Friday's disclosure by the Republican chairman of the House committee investigating the Benghazi attacks that Hillary Clinton deleted all of her emails when she "wiped clean" her private email server struck Washington lawyer Cleta Mitchell as "breathtaking."
"If she were anybody else, they'd be investigating her for obstruction of justice," Mitchell, who represented several conservative groups in the IRS targeting scandal, told Newsmax. "If anyone over at the Justice Department were doing anything, they'd be investigating her for obstruction of justice."
Rep.
Trey Gowdy of South Carolina, chairman of the Benghazi panel, said Clinton had failed to produce any new documents in response to a subpoena in recent weeks.
The former secretary of state has also refused to relinquish her server to a third party for an independent review, as Gowdy had requested.
David Kendall, who is Clinton's attorney, said Gowdy should be subpoenaing the emails from the State Department. The agency is "uniquely positioned to make available any documents responsive to your requests," he said in a six-page letter released late Friday.
Kendall said Clinton had turned over to the State Department all work-related emails sent or received during her tenure from 2009 to 2013.
"The Department of State is therefore in possession of all Secretary Clinton's work-related emails from the [personal email] account," he wrote.
Clinton, who is considering a bid for the Democratic presidential nomination in 2016, had until Friday to respond to the subpoena for emails and documents related to the Libya attacks.
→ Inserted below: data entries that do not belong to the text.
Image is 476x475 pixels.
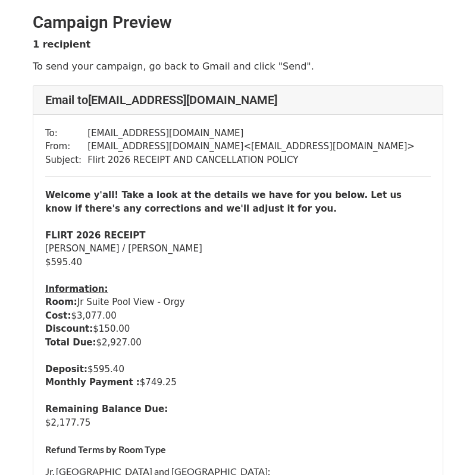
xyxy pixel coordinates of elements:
[45,337,97,348] strong: Total Due:
[33,60,444,72] p: To send your campaign, go back to Gmail and click "Send".
[45,363,431,377] div: $595.40
[45,140,87,153] td: From:
[45,190,402,214] strong: Welcome y'all! Take a look at the details we have for you below. Let us know if there's any corre...
[45,322,431,336] div: $150.00
[45,444,166,455] strong: Refund Terms by Room Type
[45,296,77,307] strong: Room:
[45,93,431,107] h4: Email to [EMAIL_ADDRESS][DOMAIN_NAME]
[45,376,431,389] div: $749.25
[45,404,168,414] strong: Remaining Balance Due:
[45,296,431,309] div: Jr Suite Pool View - Orgy
[87,127,415,141] td: [EMAIL_ADDRESS][DOMAIN_NAME]
[87,140,415,153] td: [EMAIL_ADDRESS][DOMAIN_NAME] < [EMAIL_ADDRESS][DOMAIN_NAME] >
[45,256,431,270] div: $595.40
[45,284,109,294] u: Information:
[45,324,93,334] strong: Discount:
[45,242,431,256] div: [PERSON_NAME] / [PERSON_NAME]
[87,153,415,168] td: Flirt 2026 RECEIPT AND CANCELLATION POLICY
[33,13,444,33] h2: Campaign Preview
[45,309,431,323] div: $3,077.00
[45,336,431,350] div: $2,927.00
[45,377,140,388] strong: Monthly Payment :
[45,153,87,168] td: Subject:
[45,417,431,430] div: $2,177.75
[45,127,87,141] td: To:
[45,311,71,321] strong: Cost:
[45,230,146,241] strong: FLIRT 2026 RECEIPT
[33,39,90,50] strong: 1 recipient
[45,364,87,375] strong: Deposit:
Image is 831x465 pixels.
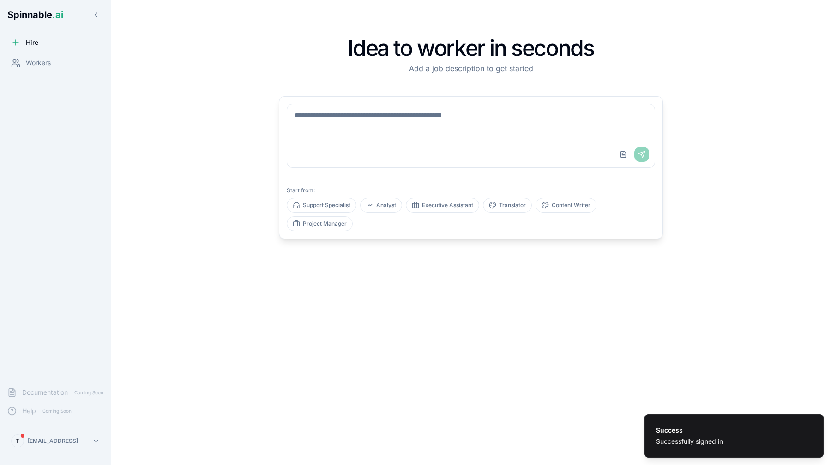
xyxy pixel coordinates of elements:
[22,388,68,397] span: Documentation
[360,198,402,212] button: Analyst
[7,9,63,20] span: Spinnable
[72,388,106,397] span: Coming Soon
[406,198,479,212] button: Executive Assistant
[7,431,103,450] button: T[EMAIL_ADDRESS]
[656,437,723,446] div: Successfully signed in
[26,38,38,47] span: Hire
[536,198,597,212] button: Content Writer
[26,58,51,67] span: Workers
[656,425,723,435] div: Success
[483,198,532,212] button: Translator
[287,198,357,212] button: Support Specialist
[287,187,655,194] p: Start from:
[52,9,63,20] span: .ai
[279,63,663,74] p: Add a job description to get started
[22,406,36,415] span: Help
[28,437,78,444] p: [EMAIL_ADDRESS]
[16,437,19,444] span: T
[279,37,663,59] h1: Idea to worker in seconds
[40,407,74,415] span: Coming Soon
[287,216,353,231] button: Project Manager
The 2012 assaults killed Ambassador Christopher Stevens and three other Americans, including two former Navy SEALs.
Gowdy's committee demanded further documents and access to the server after it was revealed earlier this month that Clinton used a private email account and server during her years as the nation's top diplomat.
Rep. Elijah Cummings of Maryland, the panel's top Democrat, said Kendall's letter "confirms what we all knew."
That was, he said, "that Secretary Clinton already produced her official records to the State Department, that she did not keep her personal emails, and that the Select Committee has already obtained her emails relating to the attacks in Benghazi."
"It is time for the committee to stop this political charade and instead make these documents public and schedule Secretary Clinton's public testimony now," Cummings said.
Mitchell told Newsmax that the emails should have been preserved, because Congress has been investigating Benghazi since late 2012. House Speaker John Boehner established Gowdy's committee last year.
"There were investigations that were ongoing, and there were requests from Congress well before she and her attorneys decided to delete emails," she said.
In civil proceedings, for instance, Mitchell said that a "litigation hold" suspends the destruction of any information that could be related to a case. The order would very likely apply to congressional inquiries and other investigations.
"These people know that," she said. "They're just used to obeying 'Clinton law' [rather] than United States law. It's what they do.
"They just assume that if they stonewall and look people in the eye and say, 'We're not going to obey the law; we're not going to do what everybody else would have to do' — that they'll get away with it. They usually do.
"They think they're above the law," Mitchell said. "It's just breathtaking. No one else in America could get away with the things they get away with. Breathtaking."